Drake contacted Shaw in 2021 when Shaw was curator of the exhibition “Every Eye Is Upon Me: First Ladies of the United States at the National Portrait Gallery in Washington, D.C. O’Connell, who is interested in first ladies, thought the subject was perfect for the show. Since it was during the pandemic, O’Connell and Shaw recorded the segment in separate booths. 

“The dynamic between Gwen and Kathy was really natural,” says Drake. “They were just chatting about everything. It was almost as if the mics weren’t on. And that’s when I said to Kathy, ‘This is who we need to talk about art,’ because Gwen has a way of talking about art.” 

Gwendolyn DuBois Shaw and Kathy O'Connell speaking into microphones in the WXPN radio studio.
Shaw and O’Connell record the art history show to air on the first Thursday of each month. 

O’Connell says the fit was immediate, “Gwen is so comfortable on the radio. We thought, ‘We have this great resource—what can we do?’” she says. 

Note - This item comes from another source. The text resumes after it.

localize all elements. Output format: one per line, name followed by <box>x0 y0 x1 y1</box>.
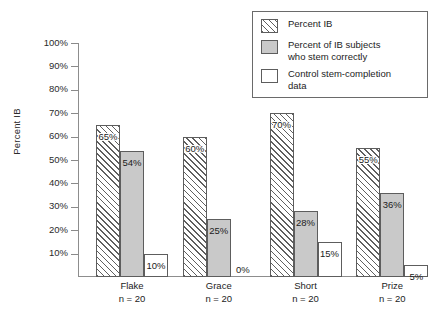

Shaw, the Class of 1940 Bicentennial Term Associate Professor of art history in the School of Arts & Sciences, was game. “I said, ‘Oh, that was so much fun. Anytime you want me to come back, just let me know.’ And we started to brainstorm what a good segment would be,” she says. 

Art is everywhere

Each month, Shaw chooses four artists to focus on based on their birthdays, with an eye toward diversity, including gender, race, and nationality of the artists. She also thinks about diversity of artistic mediums: paintings, prints, murals, sculptures, textiles, photography. She usually chooses artists from the 19th and 20th centuries, but sometimes she includes one who is contemporary.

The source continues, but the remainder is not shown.